From Huaticocha to Afghanistan
Change is the only constant we will experience this year. Each month brings a new country, ministry location, ministry job, new living conditions, and a new environment. This month is no exception. For the most part all of the change we experienced this month has been a good thing. We traded our hot humid jungle for a dry and sometimes hot and sometimes cold desert in Peru. We traded hauling rocks for hauling sand and helping to build an orphanage, the jungle boys for kids living in the local dump. We traded our tree house for an actual house with real beds, showers, a washing machine, and a real kitchen. We traded our seclusion in the jungle for having to figure out how to live with another team. We traded mud for sand, lots of it. I traded being healthy in the jungle to spending all day in bed and the bathroom.
We left Huaticocha Saturday night for Quito (8/13). We spent all Sunday and most of Monday recovering at the Inca Link headquarters in Quito. Monday night (8/15) we boarded the bus and drove 12 hours straight to the Peruvian border. The bus dropped us a few blocks from the border crossing. Before we left Quito we were told at the border crossing we were to just walk straight across the border into Peru. The border crossing was in a very sketchy area. We were told by our squad leaders to just keep walking, not to stop, and if someone asked to help tell them “no” and keep walking to the immigration office on the other side of the bridge. It was different than I pictured it to be. On both sides of the border it was desert and small villages but the crossing was a bustling city, blocks and blocks of markets and vendors selling everything imaginable. The border was a small bridge over a man made river that everyone was just freely walking across…I figured we could too.
We crossed the bridge into Peru and we were stopped by an armed Peruvian border guard. He told us that is was too dangerous to keep walking and we needed to get a bus to take us the rest of the way to the Peruvian immigration office 6km down the road. He just so happened had a friend next to him who could get us a bus to take us to the office then down to Tumbes, where we would spend the day until we took another night bus to Trujillo. So there we all 60 of us sat with all of our luggage just over the Peruvian border in a little pavilion being surrounded/protected by armed border guards. The bus finally got there and we loaded up and headed straight to the immigration office then to Tumbes. We spent the day in Tumbes resting from our 12 hour bus ride the night before and eating everything somewhat American in sight. Around 8 that night we loaded up another bus for another 12 hour bus ride to Trujillo. That night we were stopped 6 times by Peruvian immigration officials. Each time they would just look at all our luggage then walk onto the bus then let us go on our way. At one stop they told us to unload the entire bus so we could be checked. Once they saw how much stuff we had they changed their mind. We got to Trujillo sometime Wednesday (8/17) morning after spending a total of about 30 hours on the bus.
We got to our compound outside of Trujillo and the only thing we could say after seeing it was that somehow we ended up in Afghanistan. Desert everywhere and the foothills of the Andes about a 20 minute walk away. It is definitely a different environment from the jungle. This month we are helping to build an orphanage for Inca Link- making adobe bricks, doing concrete work, and moving lots of sand and bricks, spending time with the kids in the daycare whose parents work in the dump, and spending time with people that live and work in the local dump.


TASK ITEM: The answer must be every line of the records below that holds the word "COMPRESSION".

····················

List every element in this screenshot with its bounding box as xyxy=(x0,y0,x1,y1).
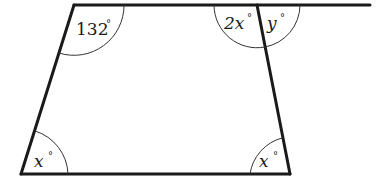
angle-label-bottom-right: x ° xyxy=(259,150,278,171)
trapezium-diagram: 132 ° 2x ° y ° x ° x ° xyxy=(0,0,384,195)
svg-text:2x: 2x xyxy=(223,13,245,33)
angle-label-top-left: 132 ° xyxy=(76,18,111,39)
left-edge xyxy=(21,5,74,174)
svg-text:°: ° xyxy=(273,150,278,161)
angle-label-bottom-left: x ° xyxy=(34,150,53,171)
svg-text:y: y xyxy=(266,13,277,33)
svg-text:x: x xyxy=(34,151,44,171)
angle-label-top-right-interior: 2x ° xyxy=(223,12,252,33)
svg-text:x: x xyxy=(259,151,269,171)
angle-label-top-right-exterior: y ° xyxy=(266,12,285,33)
svg-text:°: ° xyxy=(106,18,111,29)
svg-text:°: ° xyxy=(280,12,285,23)
svg-text:132: 132 xyxy=(76,19,108,39)
svg-text:°: ° xyxy=(247,12,252,23)
svg-text:°: ° xyxy=(48,150,53,161)
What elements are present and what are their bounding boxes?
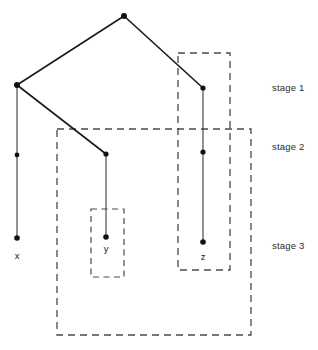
edge-root-zbranch xyxy=(124,16,203,88)
stage-label-1: stage 1 xyxy=(272,82,305,93)
node-xmid xyxy=(15,153,20,158)
dashed-box-large xyxy=(57,129,251,335)
dashed-box-group xyxy=(57,53,251,335)
stage-label-3: stage 3 xyxy=(272,240,305,251)
edge-root-left xyxy=(17,16,124,85)
leaf-label-z: z xyxy=(201,251,206,262)
node-zmid xyxy=(200,149,205,154)
edge-left-ybranch xyxy=(17,85,106,154)
node-ybranch xyxy=(103,151,108,156)
node-yleaf xyxy=(103,234,109,240)
leaf-label-y: y xyxy=(104,243,109,254)
dashed-box-z xyxy=(178,53,230,270)
node-left xyxy=(14,82,20,88)
diagram-canvas: x y z stage 1 stage 2 stage 3 xyxy=(0,0,318,350)
node-root xyxy=(121,13,127,19)
tree-diagram-svg: x y z xyxy=(0,0,318,350)
leaf-label-group: x y z xyxy=(15,243,206,262)
node-xleaf xyxy=(14,235,20,241)
leaf-label-x: x xyxy=(15,250,20,261)
stage-label-2: stage 2 xyxy=(272,141,305,152)
node-zleaf xyxy=(200,239,206,245)
node-zbranch xyxy=(200,85,205,90)
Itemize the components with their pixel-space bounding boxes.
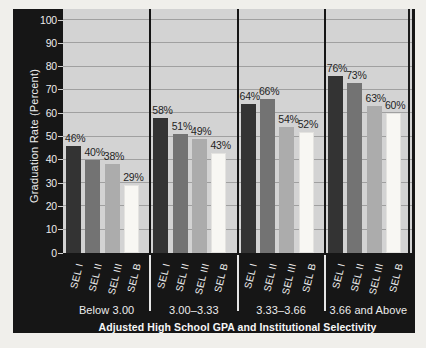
bar-value-label: 63% bbox=[366, 92, 386, 104]
sel-axis-label: SEL III bbox=[193, 262, 211, 295]
group-divider bbox=[237, 255, 239, 311]
gpa-group-label: 3.66 and Above bbox=[325, 304, 412, 318]
bar-value-label: 49% bbox=[191, 125, 211, 137]
sel-axis-label: SEL I bbox=[330, 262, 347, 289]
sel-axis-label: SEL III bbox=[105, 262, 123, 295]
plot-right-frame bbox=[408, 9, 410, 253]
y-tick-label-90: 90 bbox=[19, 37, 57, 49]
bar-sel-ii bbox=[260, 99, 275, 253]
sel-axis-label: SEL B bbox=[387, 262, 405, 293]
bar-sel-i bbox=[66, 146, 81, 253]
y-tick-label-40: 40 bbox=[19, 153, 57, 165]
plot-area: 46%40%38%29%58%51%49%43%64%66%54%52%76%7… bbox=[63, 9, 412, 253]
sel-axis-label: SEL II bbox=[348, 262, 366, 292]
x-axis-title: Adjusted High School GPA and Institution… bbox=[63, 321, 412, 333]
bar-value-label: 60% bbox=[385, 99, 405, 111]
bar-value-label: 51% bbox=[172, 120, 192, 132]
gpa-group-label: 3.00–3.33 bbox=[150, 304, 237, 318]
bar-value-label: 76% bbox=[327, 62, 347, 74]
group-divider bbox=[149, 255, 151, 311]
group-separator bbox=[149, 9, 151, 253]
bar-sel-i bbox=[241, 104, 256, 253]
y-tick-label-0: 0 bbox=[19, 247, 57, 259]
bar-value-label: 66% bbox=[259, 85, 279, 97]
sel-axis-label: SEL II bbox=[261, 262, 279, 292]
y-tick-label-100: 100 bbox=[19, 14, 57, 26]
bar-sel-b bbox=[299, 132, 314, 253]
group-separator bbox=[324, 9, 326, 253]
bar-sel-i bbox=[153, 118, 168, 253]
bar-sel-iii bbox=[192, 139, 207, 253]
bar-value-label: 29% bbox=[123, 171, 143, 183]
bar-sel-iii bbox=[279, 127, 294, 253]
group-divider bbox=[324, 255, 326, 311]
sel-axis-label: SEL B bbox=[300, 262, 318, 293]
bar-value-label: 58% bbox=[152, 104, 172, 116]
bar-sel-ii bbox=[347, 83, 362, 253]
y-tick-label-60: 60 bbox=[19, 107, 57, 119]
y-tick-label-50: 50 bbox=[19, 130, 57, 142]
bar-sel-iii bbox=[367, 106, 382, 253]
sel-axis-label: SEL I bbox=[242, 262, 259, 289]
bar-value-label: 46% bbox=[65, 132, 85, 144]
bar-value-label: 52% bbox=[298, 118, 318, 130]
group-separator bbox=[237, 9, 239, 253]
sel-axis-label: SEL III bbox=[367, 262, 385, 295]
y-tick-label-80: 80 bbox=[19, 60, 57, 72]
bar-value-label: 73% bbox=[346, 69, 366, 81]
bar-sel-b bbox=[211, 153, 226, 253]
figure-frame: Graduation Rate (Percent) 01020304050607… bbox=[13, 9, 415, 333]
y-tick-label-30: 30 bbox=[19, 177, 57, 189]
bar-sel-b bbox=[124, 185, 139, 253]
bar-sel-b bbox=[386, 113, 401, 253]
sel-axis-label: SEL I bbox=[68, 262, 85, 289]
sel-axis-label: SEL III bbox=[280, 262, 298, 295]
sel-axis-label: SEL II bbox=[174, 262, 192, 292]
bar-value-label: 64% bbox=[240, 90, 260, 102]
bar-value-label: 40% bbox=[84, 146, 104, 158]
sel-axis-label: SEL II bbox=[87, 262, 105, 292]
y-tick-label-10: 10 bbox=[19, 223, 57, 235]
gpa-group-label: Below 3.00 bbox=[63, 304, 150, 318]
y-tick-label-20: 20 bbox=[19, 200, 57, 212]
gpa-group-label: 3.33–3.66 bbox=[238, 304, 325, 318]
sel-axis-label: SEL B bbox=[212, 262, 230, 293]
sel-axis-label: SEL B bbox=[125, 262, 143, 293]
bar-sel-ii bbox=[85, 160, 100, 253]
bar-value-label: 54% bbox=[278, 113, 298, 125]
y-tick-label-70: 70 bbox=[19, 83, 57, 95]
bar-sel-i bbox=[328, 76, 343, 253]
bar-value-label: 43% bbox=[210, 139, 230, 151]
sel-axis-label: SEL I bbox=[155, 262, 172, 289]
bar-value-label: 38% bbox=[104, 150, 124, 162]
bar-sel-iii bbox=[105, 164, 120, 253]
bar-sel-ii bbox=[173, 134, 188, 253]
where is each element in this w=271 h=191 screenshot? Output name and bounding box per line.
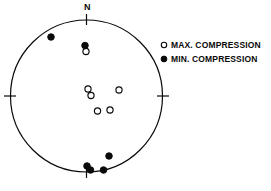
data-point — [116, 87, 122, 93]
data-point — [88, 92, 94, 98]
stereonet-figure: N MAX. COMPRESSION MIN. COMPRESSION — [0, 0, 271, 191]
data-point — [100, 167, 107, 174]
data-point — [83, 48, 89, 54]
data-point — [94, 108, 100, 114]
data-point — [87, 167, 94, 174]
open-circle-icon — [160, 41, 168, 49]
plot-background — [0, 0, 271, 191]
data-point — [85, 86, 91, 92]
legend-item-max-compression: MAX. COMPRESSION — [160, 38, 270, 51]
legend: MAX. COMPRESSION MIN. COMPRESSION — [160, 38, 270, 66]
legend-label-max-compression: MAX. COMPRESSION — [171, 40, 261, 50]
north-axis-label: N — [84, 2, 91, 12]
data-point — [48, 34, 55, 41]
legend-label-min-compression: MIN. COMPRESSION — [171, 54, 257, 64]
data-point — [82, 42, 89, 49]
filled-circle-icon — [160, 55, 168, 63]
data-point — [107, 107, 113, 113]
stereonet-plot-area — [0, 0, 271, 191]
data-point — [106, 153, 113, 160]
legend-item-min-compression: MIN. COMPRESSION — [160, 52, 270, 65]
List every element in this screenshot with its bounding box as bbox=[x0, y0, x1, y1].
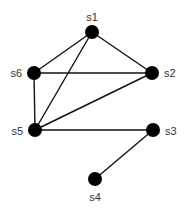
node-s4 bbox=[88, 172, 102, 186]
edge-s1-s5 bbox=[35, 32, 92, 130]
edges-layer bbox=[34, 32, 153, 179]
node-label-s6: s6 bbox=[10, 67, 22, 79]
edge-s6-s5 bbox=[34, 73, 35, 130]
node-s6 bbox=[27, 66, 41, 80]
edge-s3-s4 bbox=[95, 130, 153, 179]
node-label-s5: s5 bbox=[11, 125, 23, 137]
node-label-s4: s4 bbox=[89, 191, 101, 203]
node-label-s3: s3 bbox=[165, 125, 177, 137]
node-s3 bbox=[146, 123, 160, 137]
nodes-layer bbox=[27, 25, 160, 186]
graph-diagram: s1s2s3s4s5s6 bbox=[0, 0, 184, 214]
node-label-s1: s1 bbox=[86, 11, 98, 23]
edge-s2-s5 bbox=[35, 73, 152, 130]
node-s5 bbox=[28, 123, 42, 137]
node-s2 bbox=[145, 66, 159, 80]
node-label-s2: s2 bbox=[164, 67, 176, 79]
edge-s1-s2 bbox=[92, 32, 152, 73]
node-s1 bbox=[85, 25, 99, 39]
edge-s1-s6 bbox=[34, 32, 92, 73]
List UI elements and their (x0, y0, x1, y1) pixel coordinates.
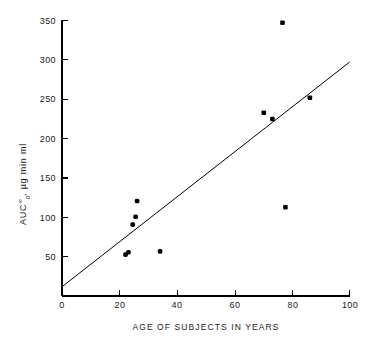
x-axis-tick-labels: 0 20 40 60 80 100 (59, 300, 358, 310)
data-point (283, 205, 288, 210)
y-axis-title-text: AUC∞0, µg min ml (17, 143, 31, 225)
y-axis-title-superscript: ∞ (17, 199, 23, 203)
x-tick-label-20: 20 (115, 300, 126, 310)
y-axis-ticks (62, 20, 68, 257)
data-point (130, 222, 135, 227)
scatter-plot-figure: 350 300 250 200 150 100 50 0 20 40 60 80… (0, 0, 365, 343)
data-points-group (123, 21, 312, 257)
y-axis-title-base: AUC (18, 204, 28, 225)
x-tick-label-60: 60 (230, 300, 241, 310)
x-tick-label-40: 40 (172, 300, 183, 310)
y-tick-label-300: 300 (40, 55, 56, 65)
x-tick-label-0: 0 (59, 300, 64, 310)
data-point (133, 214, 138, 219)
y-axis-title-units: , µg min ml (18, 143, 28, 196)
data-point (158, 249, 163, 254)
y-tick-label-50: 50 (45, 252, 56, 262)
y-tick-label-350: 350 (40, 16, 56, 26)
data-point (262, 110, 267, 115)
data-point (126, 250, 131, 255)
data-point (135, 199, 140, 204)
y-tick-label-100: 100 (40, 213, 56, 223)
chart-svg: 350 300 250 200 150 100 50 0 20 40 60 80… (0, 0, 365, 343)
x-axis-ticks (62, 290, 349, 296)
plot-axes (62, 20, 350, 296)
y-tick-label-200: 200 (40, 134, 56, 144)
data-point (280, 21, 285, 26)
y-axis-tick-labels: 350 300 250 200 150 100 50 (40, 16, 56, 263)
x-tick-label-80: 80 (288, 300, 299, 310)
x-tick-label-100: 100 (342, 300, 358, 310)
x-axis-title: AGE OF SUBJECTS IN YEARS (132, 322, 279, 332)
regression-line (62, 62, 349, 287)
y-tick-label-250: 250 (40, 94, 56, 104)
y-tick-label-150: 150 (40, 173, 56, 183)
y-axis-title: AUC∞0, µg min ml (17, 143, 31, 225)
data-point (308, 95, 313, 100)
data-point (270, 117, 275, 122)
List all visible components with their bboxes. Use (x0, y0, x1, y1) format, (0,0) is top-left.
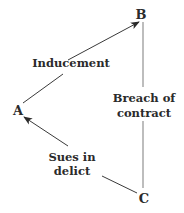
edge-inducement-line-upper (68, 22, 139, 60)
node-a: A (12, 103, 24, 118)
edge-label-breach-line1: Breach of (113, 91, 177, 105)
edge-label-sues-line1: Sues in (48, 150, 96, 164)
node-b: B (136, 7, 147, 22)
edge-breach-of-contract: Breach of contract (113, 22, 177, 188)
edge-sues-line-upper (24, 117, 68, 146)
edge-label-breach-line2: contract (117, 106, 172, 120)
edge-label-sues-line2: delict (54, 164, 91, 178)
diagram: Inducement Breach of contract Sues in de… (0, 0, 184, 213)
edge-inducement-line-lower (23, 74, 63, 103)
node-c: C (139, 191, 149, 206)
edge-sues-in-delict: Sues in delict (24, 117, 137, 193)
edge-label-inducement: Inducement (32, 56, 110, 70)
edge-sues-line-lower (102, 176, 137, 193)
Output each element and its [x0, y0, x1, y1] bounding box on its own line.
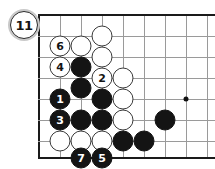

····················

ANSWER:
stereonet-figure: N MAX. COMPRESSION MIN. COMPRESSION — [0, 0, 271, 191]
legend-item-max-compression: MAX. COMPRESSION — [160, 38, 270, 51]
legend: MAX. COMPRESSION MIN. COMPRESSION — [160, 38, 270, 66]
legend-label-max-compression: MAX. COMPRESSION — [171, 40, 261, 50]
legend-label-min-compression: MIN. COMPRESSION — [171, 54, 257, 64]
legend-item-min-compression: MIN. COMPRESSION — [160, 52, 270, 65]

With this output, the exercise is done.